All emojis
Emojis (from Japanese η΅΅ζε, meaning 'picture character') are Unicode pictographs that can be used in any text, just like regular letters and numbers. They are standardized by the Unicode Consortium and work across all modern operating systems, browsers and applications.
Key features of emojis:
For HTML-encoded special characters like Greek letters (ΞΌ), arrows (β) and quotes («»), see the HTML character map.
Find emojis by typing keywords like "smile", "heart", "flag" or "animal". Popular searches: arrows • clocks • country flags • fruits • games • phones • hearts • faces or browse random emojis
handshake: medium-dark skin tone, dark skin tone
lungs
man: medium-dark skin tone
man bowing: medium skin tone
woman bowing: medium skin tone
man facepalming: dark skin tone
teacher: medium skin tone
farmer: medium-light skin tone
man technologist: medium skin tone
mermaid
man elf: dark skin tone
woman getting haircut: medium-light skin tone
man walking: dark skin tone
man walking facing right: dark skin tone
man climbing: medium-dark skin tone
woman biking: light skin tone
rose
national park
bell with slash
studio microphone
level slider
notebook with decorative cover
door
flag: Svalbard & Jan Mayen
Copy and paste: Click on any emoji to see its details, then copy the character or code you need.
In HTML: Use the Unicode codepoint like 😀 or paste the emoji directly.
😀
In URLs: Use the URL-encoded version like %F0%9F%98%80 for query parameters.
%F0%9F%98%80
In domain names: Use punycode encoding for emoji domains (e.g., π©.la becomes xn--ls8h.la).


What is required:
An exact copy of the listing is required, with its pictures removed.

Materials provided:
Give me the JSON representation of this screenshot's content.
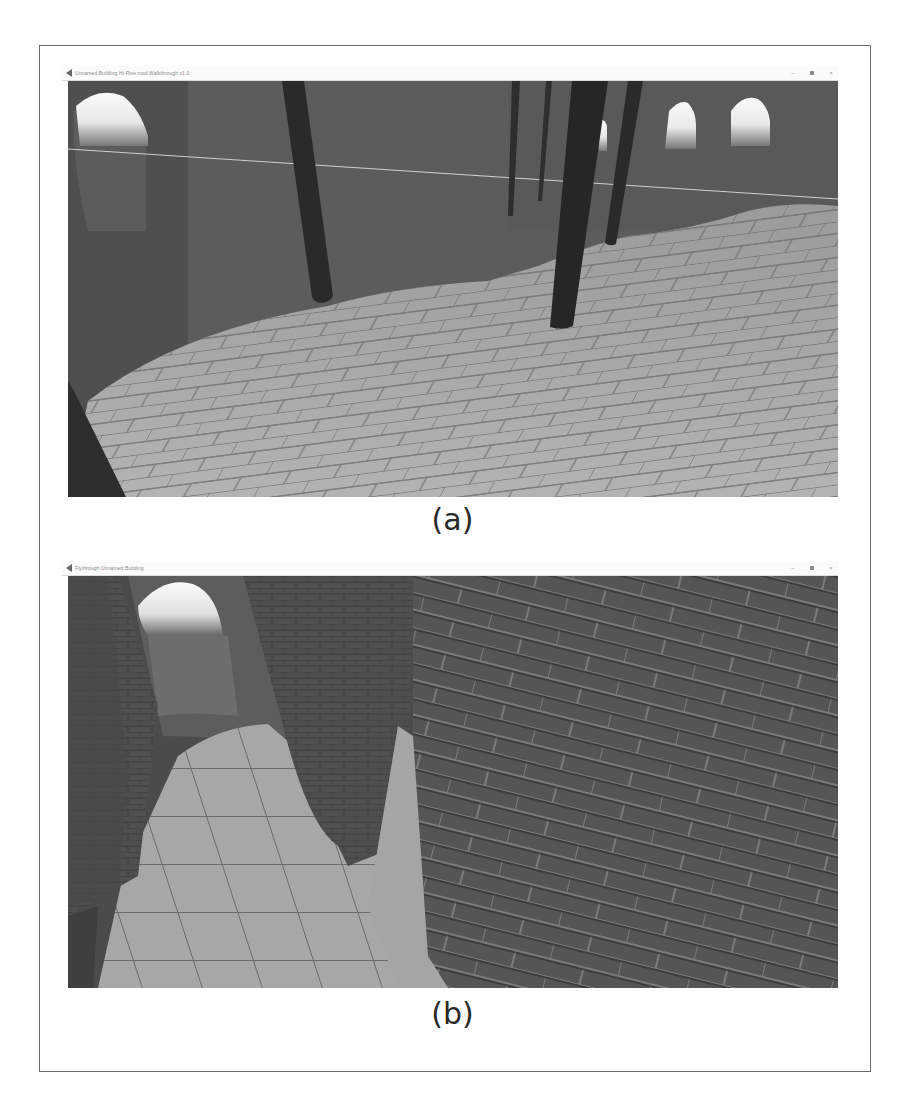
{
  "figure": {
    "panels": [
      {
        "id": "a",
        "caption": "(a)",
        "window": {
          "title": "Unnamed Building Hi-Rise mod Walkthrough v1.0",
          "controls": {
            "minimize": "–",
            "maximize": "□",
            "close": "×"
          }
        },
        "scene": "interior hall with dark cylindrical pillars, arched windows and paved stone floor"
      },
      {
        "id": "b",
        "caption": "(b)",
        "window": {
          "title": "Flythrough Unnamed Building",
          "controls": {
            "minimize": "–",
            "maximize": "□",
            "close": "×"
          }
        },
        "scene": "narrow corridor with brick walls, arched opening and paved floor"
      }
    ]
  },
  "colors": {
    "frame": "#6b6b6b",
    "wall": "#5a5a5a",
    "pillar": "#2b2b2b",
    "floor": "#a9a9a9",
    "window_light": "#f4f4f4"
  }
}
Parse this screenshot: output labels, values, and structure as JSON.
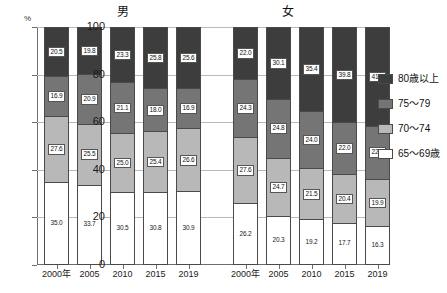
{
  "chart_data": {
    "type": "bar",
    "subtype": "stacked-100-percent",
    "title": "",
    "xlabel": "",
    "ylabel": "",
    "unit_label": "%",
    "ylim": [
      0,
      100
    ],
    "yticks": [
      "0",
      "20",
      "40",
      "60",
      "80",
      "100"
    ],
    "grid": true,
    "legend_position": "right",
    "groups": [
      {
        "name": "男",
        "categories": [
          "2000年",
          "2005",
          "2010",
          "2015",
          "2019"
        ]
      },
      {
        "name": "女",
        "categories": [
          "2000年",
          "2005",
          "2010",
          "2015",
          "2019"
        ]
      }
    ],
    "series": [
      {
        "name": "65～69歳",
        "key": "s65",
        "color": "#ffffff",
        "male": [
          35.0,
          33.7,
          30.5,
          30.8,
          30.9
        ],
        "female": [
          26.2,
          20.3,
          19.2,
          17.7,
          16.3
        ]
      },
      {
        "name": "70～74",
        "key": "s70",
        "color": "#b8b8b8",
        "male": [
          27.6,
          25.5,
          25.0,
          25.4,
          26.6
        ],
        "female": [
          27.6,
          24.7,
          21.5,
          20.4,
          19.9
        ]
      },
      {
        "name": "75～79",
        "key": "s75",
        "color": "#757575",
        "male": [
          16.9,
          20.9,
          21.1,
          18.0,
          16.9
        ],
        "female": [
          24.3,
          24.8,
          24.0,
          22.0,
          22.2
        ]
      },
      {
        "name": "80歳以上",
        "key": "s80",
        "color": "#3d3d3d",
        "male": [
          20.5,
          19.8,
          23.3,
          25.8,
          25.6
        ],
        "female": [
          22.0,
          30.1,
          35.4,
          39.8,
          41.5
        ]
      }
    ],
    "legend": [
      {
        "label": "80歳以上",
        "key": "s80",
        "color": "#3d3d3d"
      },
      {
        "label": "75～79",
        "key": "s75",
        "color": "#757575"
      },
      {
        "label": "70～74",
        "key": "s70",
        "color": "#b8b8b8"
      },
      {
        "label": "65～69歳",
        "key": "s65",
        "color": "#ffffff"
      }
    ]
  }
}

Exercise output:
Give me the JSON representation of this screenshot's content.
{
  "figure": {
    "panels": [
      {
        "id": "a",
        "caption": "(a)",
        "window": {
          "title": "Unnamed Building Hi-Rise mod Walkthrough v1.0",
          "controls": {
            "minimize": "–",
            "maximize": "□",
            "close": "×"
          }
        },
        "scene": "interior hall with dark cylindrical pillars, arched windows and paved stone floor"
      },
      {
        "id": "b",
        "caption": "(b)",
        "window": {
          "title": "Flythrough Unnamed Building",
          "controls": {
            "minimize": "–",
            "maximize": "□",
            "close": "×"
          }
        },
        "scene": "narrow corridor with brick walls, arched opening and paved floor"
      }
    ]
  },
  "colors": {
    "frame": "#6b6b6b",
    "wall": "#5a5a5a",
    "pillar": "#2b2b2b",
    "floor": "#a9a9a9",
    "window_light": "#f4f4f4"
  }
}
Parse this screenshot: output labels, values, and structure as JSON.
{
  "chart_data": {
    "type": "bar",
    "subtype": "stacked-100-percent",
    "title": "",
    "xlabel": "",
    "ylabel": "",
    "unit_label": "%",
    "ylim": [
      0,
      100
    ],
    "yticks": [
      "0",
      "20",
      "40",
      "60",
      "80",
      "100"
    ],
    "grid": true,
    "legend_position": "right",
    "groups": [
      {
        "name": "男",
        "categories": [
          "2000年",
          "2005",
          "2010",
          "2015",
          "2019"
        ]
      },
      {
        "name": "女",
        "categories": [
          "2000年",
          "2005",
          "2010",
          "2015",
          "2019"
        ]
      }
    ],
    "series": [
      {
        "name": "65～69歳",
        "key": "s65",
        "color": "#ffffff",
        "male": [
          35.0,
          33.7,
          30.5,
          30.8,
          30.9
        ],
        "female": [
          26.2,
          20.3,
          19.2,
          17.7,
          16.3
        ]
      },
      {
        "name": "70～74",
        "key": "s70",
        "color": "#b8b8b8",
        "male": [
          27.6,
          25.5,
          25.0,
          25.4,
          26.6
        ],
        "female": [
          27.6,
          24.7,
          21.5,
          20.4,
          19.9
        ]
      },
      {
        "name": "75～79",
        "key": "s75",
        "color": "#757575",
        "male": [
          16.9,
          20.9,
          21.1,
          18.0,
          16.9
        ],
        "female": [
          24.3,
          24.8,
          24.0,
          22.0,
          22.2
        ]
      },
      {
        "name": "80歳以上",
        "key": "s80",
        "color": "#3d3d3d",
        "male": [
          20.5,
          19.8,
          23.3,
          25.8,
          25.6
        ],
        "female": [
          22.0,
          30.1,
          35.4,
          39.8,
          41.5
        ]
      }
    ],
    "legend": [
      {
        "label": "80歳以上",
        "key": "s80",
        "color": "#3d3d3d"
      },
      {
        "label": "75～79",
        "key": "s75",
        "color": "#757575"
      },
      {
        "label": "70～74",
        "key": "s70",
        "color": "#b8b8b8"
      },
      {
        "label": "65～69歳",
        "key": "s65",
        "color": "#ffffff"
      }
    ]
  }
}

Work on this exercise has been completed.